Here are some rough numbers to give you an idea of the size of the U.S. bond market. These figures come from Merrill Lynch, and they represent the major categories of liquid, investment grade bonds outstanding that are not held by governments or government agencies. Funding one year of the trillion-dollar federal budget deficit will only increase the size of this market by about 8%. That's not insignificant, but it's not enough by itself to cause the value of all $13 trillion worth of bonds to change by any significant amount. All non-Treasury bonds are effectively priced off of Treasury bonds, so if T-bond prices take a nose-dive, then all bonds have to take a similar nose-dive.
By the same logic, it should not be too difficult for the Fed to execute its exit strategy if it chose to do so. The Fed currently holds about $620 billion of Agency and MBS securities. If they sold $100 billion of those securities a month that would be similar in order of magnitude terms to the amount of debt that Treasury is selling to fund this year's deficit. And their balance sheet would shrink dramatically, almost as fast as it increased last year.
And despite all the Treasury issuance this year, and despite the difficulties the bond market has had for the past year, and despite all the losses that major institutional investors have suffered, the average price of mortgage-backed securities has not changed materially year to date.
It's a very big bond market out there, and hundreds of billions and even trillions are not that hard for the market to absorb, believe it or not.
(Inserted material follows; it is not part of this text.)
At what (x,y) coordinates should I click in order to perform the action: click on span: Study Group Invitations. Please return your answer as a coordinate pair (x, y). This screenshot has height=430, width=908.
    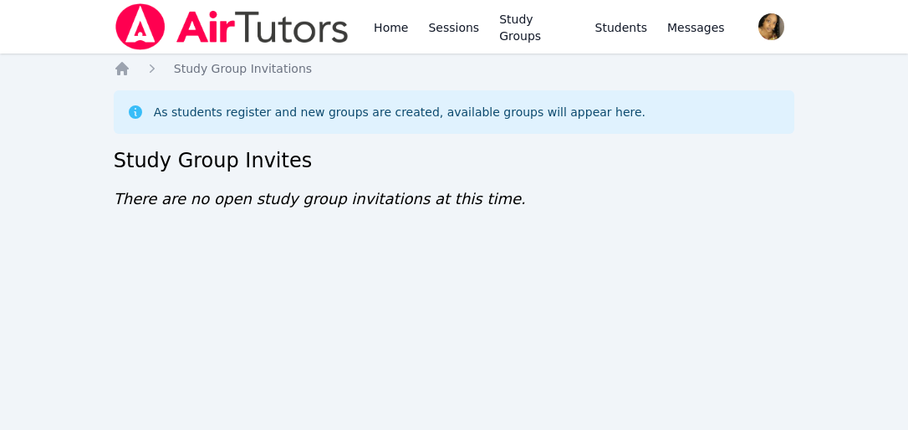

The history of the '70's inflation on bonds is interesting. When inflation began to erode P/E's equity holders went to bonds which preserved principal and out-performed equity handily. I think this would be the larger issue should Bernanke not rein in excess dollars. But, if he does as he just promised, then equities will be priced at less than 6% Cap Rate and are nicely undervalued today. If Bernanke tames inflation to less than 2%, then a 5% Cap Rate could provide substantial upside to even this story.
ReplyDeleteNice information.
Here is hoping that the Fed, which did not properly diagnose the severity of the problem in the first place, and who significantly contributed to its creation over the past 25 years, somehow musters up the ability to properly gauge the Global impact of all of this "non conventional" intervention, miraculously extracts liquidity at just the right time.
ReplyDeleteAre you listening to yourselves?
Here is an interesting article claiming that in order for the market to absorb the coming wave of US debt, the current holders would have to triple their purchases from last year which seems highly unlikely considering they are well behind the necessary pace thus far.
ReplyDeleteOn top of that, most of where the Treasury gets its money to spend is from Medicare/Social Security funds which are running dry and stuffed with IOU's.
Not sure why most people think to solve a debt crisis is to pile on new debt but I suppose some do not think we have a debt crisis.
http://sprott.com/Docs/marketsataglance/June_2009.pdf
Public: There are a lot of misconceptions out there about debt and deficit financing. Will it be impossible for the government to sell $2.0 trillion of bonds this year to fund the deficit, considering that is about triple what was sold last year? No. The amazing and overlooked fact is that Treasury has already sold $800 billion so far this year, and bond yields are still way below historic averages.
ReplyDeleteThe numbers that I refer to all include receipts and expenditures for Medicare and SS. Nothing is left out.
No argument about the wisdom of running up huge debts in the hopes of somehow fixing things. It's madness. But it won't kill us anytime soon, unfortunately. The bond vigilantes are not yet overly concerned.
On your last note I sense a hint of agreement between us ;)
ReplyDeleteThe expectation seems to be that households and commercial banks will meaningfully increase their purchases of Treasuries (which are relatively low, historically). David Rosenberg did some good work on this while still at Merrill. If I have time, I will try to dig it out and post some numbers.
ReplyDeleteMW: That makes sense, but that doesn't make it a smart thing to do. The world is still very hungry for safety.
ReplyDeleteI'm curious how Congress will react when the Fed starts selling down 1.25trn of nicely convex Fannie 4s & 4.5s at 80c.